The latter is 27 times faster than the former, i.e. 3 minutes for GKR+Groth16 vs. 1 hour and 24 minutes for Groth16 only.
The circuit
The GKR circuit performs a check on the MiMC permutation BN256 scalar field (as opposed to our initial proposition to do it with gMiMC7). It consists of 91 layers with an identical structure but using layer specific round constants. Every layer is made up of gates of the following types:
- Copy gates that output the values of their left entry (ignoring the value on the right entry). \text{copy}(v_l, v_r) = v_l.
- Nonlinear gate \text{nonlin}(v_l, v_r) = v_l + (v_r + c)^7
- Final round nonlinear gates \text{fnonlin}(v_l, v_r) = (v_r + c)^7
(To be precise: every layer except the last contains copy and nonlinear gates while the last layer contains only final round nonlinear gates.)
The base-circuit is made up of 91 layers, each of which has two inputs, let’s say v = [v_0, v_1], and produces two outputs (except for the final layer, producing only one). There are 2^{b_N} (e.g. 2^{23}) parallel copies of the base-circuit. At every intermediary layer the outputs of the base-circuit are [\text{nonlin}(v_1, v_0), \text{copy}(v_1, v_0)]. In the final (output) layer the base-circuit outputs [\text{fnonlin}(v_l, v_r)] only. Notice that the MiMC round function as described in the paper is of the form x \rightarrow (x + c + k)^7. Pipelining the operations x \rightarrow x^7, x \rightarrow x + c and x \rightarrow x + k results in \text{nonlin} being of degree 1 in v_r. This saves a lot of time in the prover. It is, however, important to pre-add v_0 = v_0 + v_1, in the first layer and to use the final round nonlinear gate in the last layer.
The results
We benchmarked our implementation on a 32 core AWS c5.24xlarge instance. Our benchmarks include the time needed to generate the GKR proof and the time needed to build the SNARK proof of a circuit verifying the GKR proof. It also includes the assignment time for both of those steps. For the benchmark we set bN = 23 (ie: we prove 8M hashes)

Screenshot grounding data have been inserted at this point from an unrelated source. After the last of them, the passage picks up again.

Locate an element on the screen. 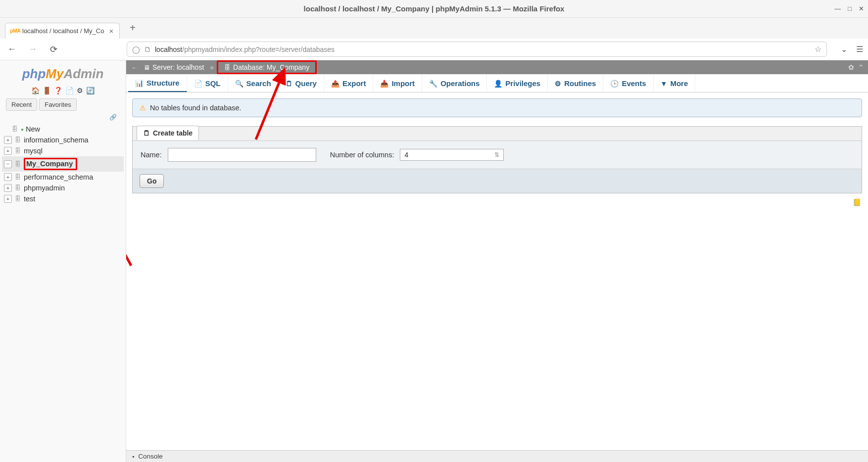 The width and height of the screenshot is (868, 462). no-tables-message: ⚠ No tables found in database. is located at coordinates (497, 108).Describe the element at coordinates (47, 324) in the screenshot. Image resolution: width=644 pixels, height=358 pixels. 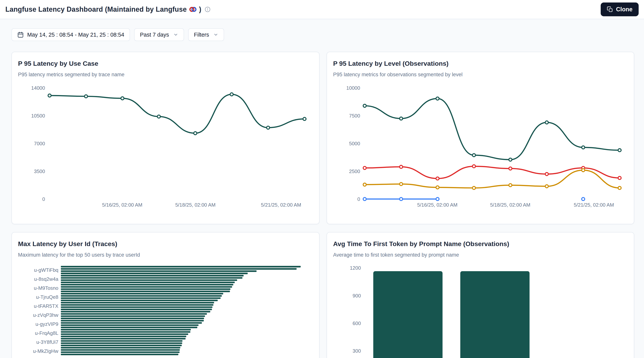
I see `svg-text: u-gyzVIP9` at that location.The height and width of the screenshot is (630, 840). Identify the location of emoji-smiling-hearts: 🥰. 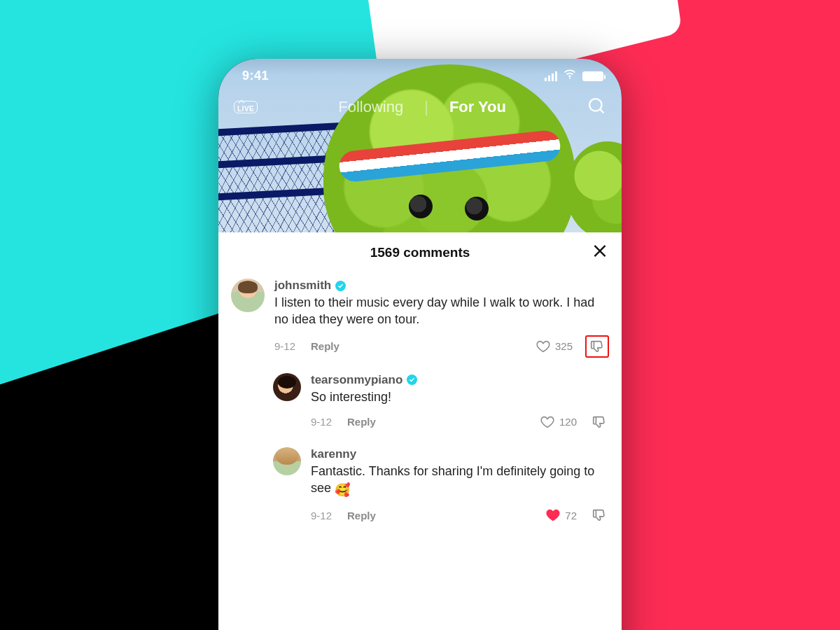
(342, 490).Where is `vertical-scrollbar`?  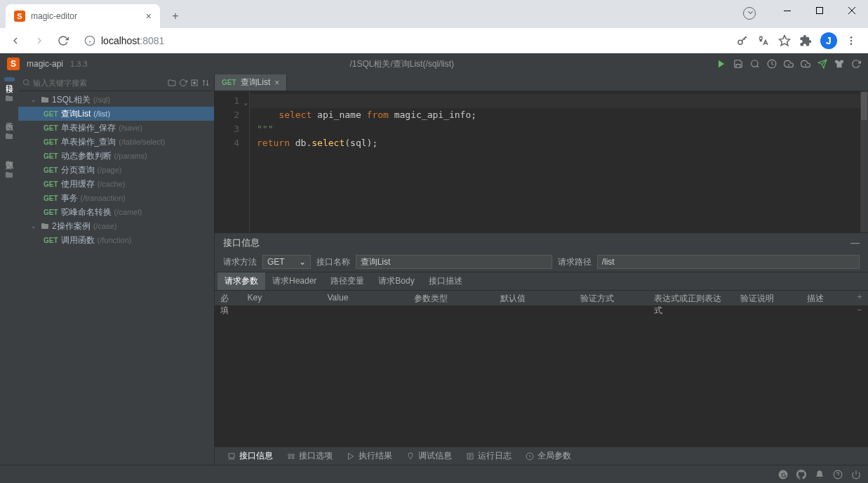 vertical-scrollbar is located at coordinates (864, 161). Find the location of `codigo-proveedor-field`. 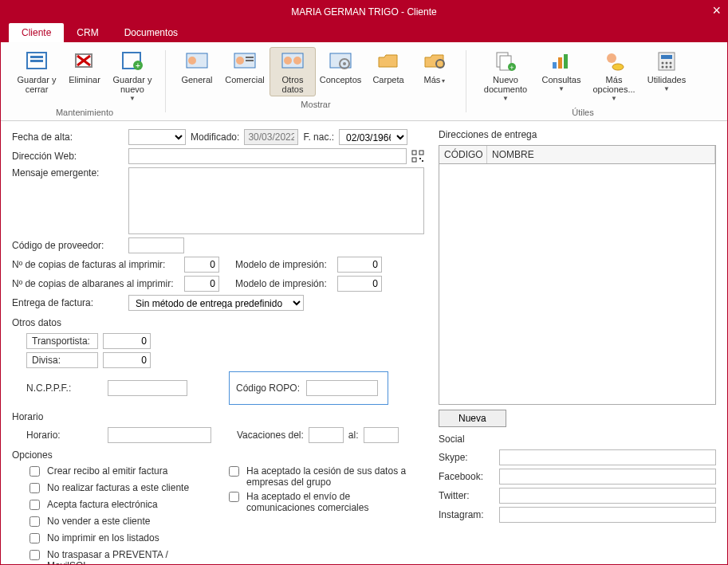

codigo-proveedor-field is located at coordinates (156, 245).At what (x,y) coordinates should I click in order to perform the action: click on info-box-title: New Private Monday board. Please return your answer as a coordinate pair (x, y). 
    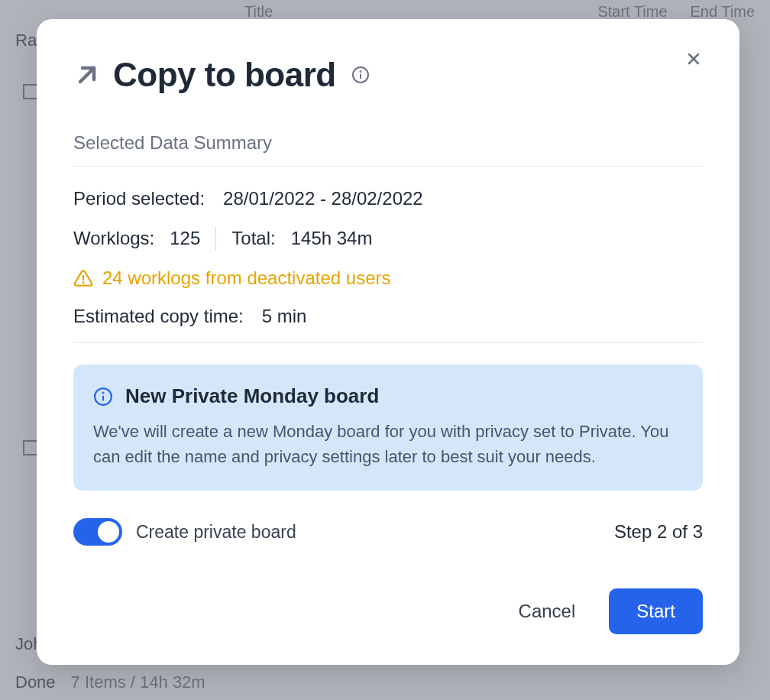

For the baseline, we benchmark the running time for the assignment and the prover time of a gnark circuit which verifies MIMC. Since SNARK circuits verifying 8M hashes are impractical over the curve bn256, we extrapolated results obtained with fewer hashes. We benchmarked 2^17 hashes and scaled the results up to 2^23.
We implemented the following circuit to measure Gnark’s performance.
Op | Runtime (sec) |
---|---|
Groth16 Prover - 2^15 hashes | 20.2 |
Groth16 Prover - 2^17 hashes | 78.2 |
Extrapolation to 2^22 hashes | 2587.0 |
Extrapolation to 2^23 hashes | 5006.3 |
We implemented the GKR prover and the Groth16 circuit of proof of the proof verification.
With 2^22 (~4M) hashes:
Op | Runtime (sec) for 2^22 hashes | Runtime (sec) for 2^23 hashes |
---|---|---|
GKR Prover assignment | 6.0 | 8.4 |
GKR Prover | 50.0 | 95.7 |
SNARK Assignment | 0.3 | 0.66 |
SNARK Prover | 48.2 | 76.5 |
Total | 104.6 | 181.2 |
Baseline | 2587.0 | 5006.3 |
Which is a 27-fold improvement compared to the baseline for 8M hashes.
Observations and possible improvements
Constraints per second
Gnark performances for MiMC hashes are far better than the ones for the GKR proof checker when we look at the metric “number of constraints per second”. The table below shows that there are many more wires in the GKR proof verification circuit than in the circuit verifying the MiMC hashes. In other words, the number of constraints is an imperfect indicator for performance to be expected.
Circuit | Number of constraints | Number of coefficients | Number of wires |
---|---|---|---|
SNARK MiMC - 2^17 hashes | 47841280 | 93 | 47972353 |
SNARK GKR - 2^23 hashes | 32516244 | 95 | 49311227 |
Impact on the number of hashes on the proving time
With a simple Groth16 prover proving time grows linearly with the number of hashes. Groth16 + GKR has a sublinear (logarithmic) overhead, subsequently the more hashes to verify the more interesting this approach is.
Future work
It is possible to apply this approach to other types of hash functions (e.g. Poseidon) and altogether different purposes (e.g. signature verification). The GKR path is not fully optimized. Specializing the implementation, plus various optimizations should lead to a >30\times improvement.